Chatham Manor gives life to Civil War history
Chatham Manor hosts military program
BY CHELYEN DAVIS
Date published: 8/18/2008
BY CHELYEN DAVIS
The dozen or so Union soldiers sweated in their heavy uniforms as they packed canvas tents and supply crates, preparing for a return trip to their native New Jersey.
Unlike the Union soldiers they were representing, these guys stowed their gear in a full-size van for the trip and cooled off with a Coke from a decidedly post-1862 cooler.
The New Jersey re-enactors had spent the weekend at Chatham Manor as part of the park's three-day living history program. They've taken a personal interest in the area's Civil War history since New Jersey soldiers died in the battles here.
It's one thing to read about history in books, said Lawrence Sangi, a member of the New Jersey regiment.
"This is three-dimensional history," he said. "This is the best, in the place where it happened."
Park visitors this weekend could touch the rough fabric of Sangi's uniform, watch his men handle their rifles, cover their ears while two different cannons were shot off.
"This would be called living history, as opposed to a re-enactment," Sangi said.

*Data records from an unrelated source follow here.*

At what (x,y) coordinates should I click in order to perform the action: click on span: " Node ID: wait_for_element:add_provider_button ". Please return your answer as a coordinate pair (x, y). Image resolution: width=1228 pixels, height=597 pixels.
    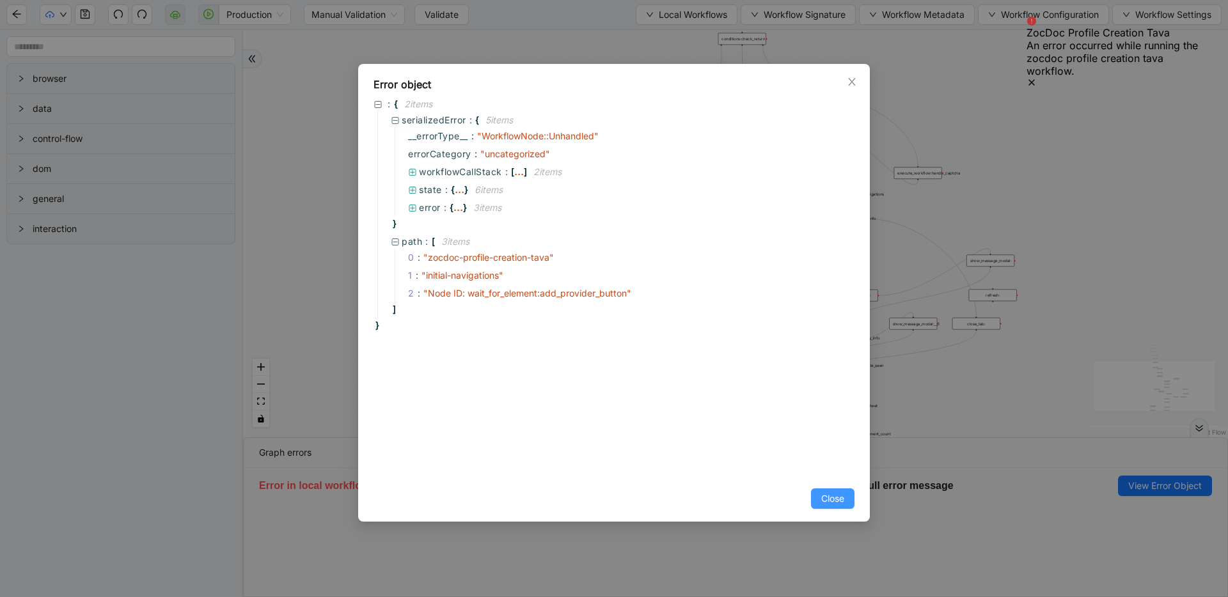
    Looking at the image, I should click on (527, 293).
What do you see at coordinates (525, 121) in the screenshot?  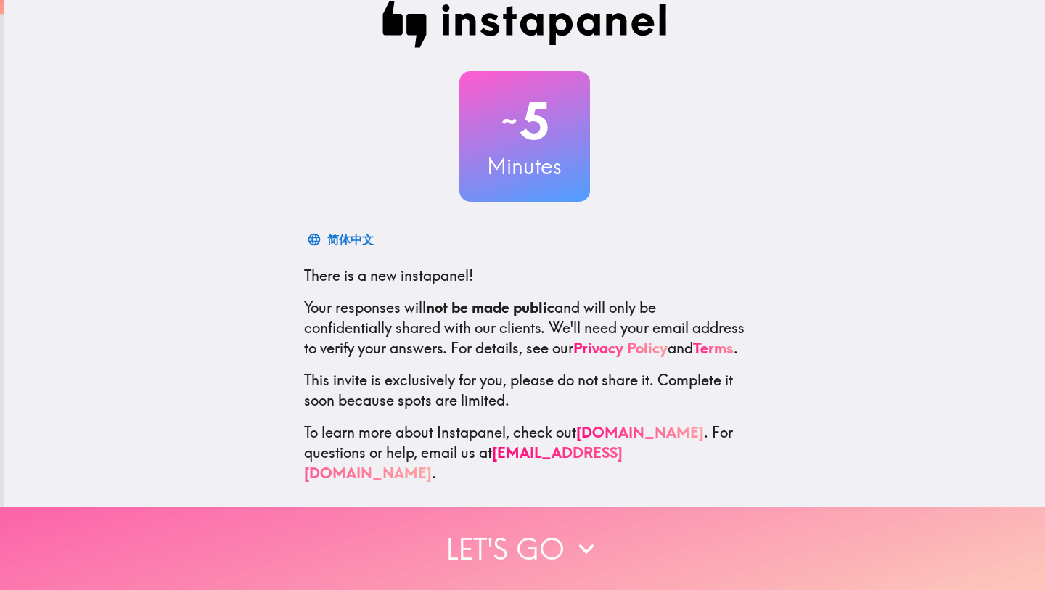 I see `h2: 5` at bounding box center [525, 121].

The manor served as a Union headquarters and hospital in 1862 when the Army of the Potomac seized Fredericksburg and launched attacks on Confederate troops, who held a bluff above town. The Union side lost 12,600 soldiers, many of whom were treated at Chatham as field surgeons operated on hundreds of them inside the house.
Poet Walt Whitman came, looking for an injured brother, and later described a heap of amputated limbs piled by a tree outside the house.
Now part of the Fredericksburg & Spotsylvania National Military Park, the manor has been hosting an annual living history weekend every summer since 2005.
This year's events featured numerous talks about the battle, tours, and a concert Saturday night by a 20-member brass ensemble performing music popular in the 19th century.
There were also artillery demonstrations, with the park's 12-pounder Napo-leon cannon and a Parrot gun from Pennsylvania lined up along a field that in 1862 was part of the Union artillery line along Stafford Heights.
Nearby, Reston resident Noah Briggs, portraying a regimental assistant surgeon, spoke about medical practices of the Civil War era.
Briggs had a table lined with bottles of medicine, similar to what a Civil War doctor would have carried, all labeled with the med-icines' Latin names.